The shape appears on the side of our old barn
where a patch of shadow has left an impression
into the grey, weather-beaten wood. It was made
by an oak tree— older yet, with branches elegantly
arched like woody umbrellas, standing before the barn,
casting a remarkably female form into the wall
like a sun print, the subtraction of light illuminating
that familiar pear-shaped organ with two stems that
sprout from the sides into round, ovary-like circles.
I remember how we once wrapped chains around
the dangling legs of a Jersey calf— half born
from his mother, stuck between this side and the other
side of the moon, pulled him with the tractor onto the floors
where he lay in a pool of fluids and blood, eyes open,
stunned until his mother woke him with her lowing.

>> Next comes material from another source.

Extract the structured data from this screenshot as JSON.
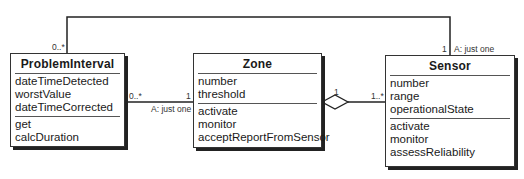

Beneath the shadows, there is a mother inside
every living and unliving thing—her image branded
into our sides, her shape the mold we had to break,
the sound of her calling resonating into our bones,
heavy in the rays of midday sun.
Ekphrasis of A Uterus
A 2021 Pushcart Nominee, Erica Manto Paulson’s poems have appeared in Thimble Literary Magazine, Sheila Na Gig, the Northern Appalachia Review, Slippery Elm, and elsewhere. Her work has also been featured on NPR’s “Conrad’s Corner” (WYSO). Erica’s first chapbook, Hunger, was published by Finishing Line Press in 2021. An Ohio native, Erica is a homebirth midwife assistant and doula, which drives her ongoing obsession with birth in its many forms. She finds inspiration for her poetry in the fertile fields of her home state, drawing on a deep connection to the surrounding world.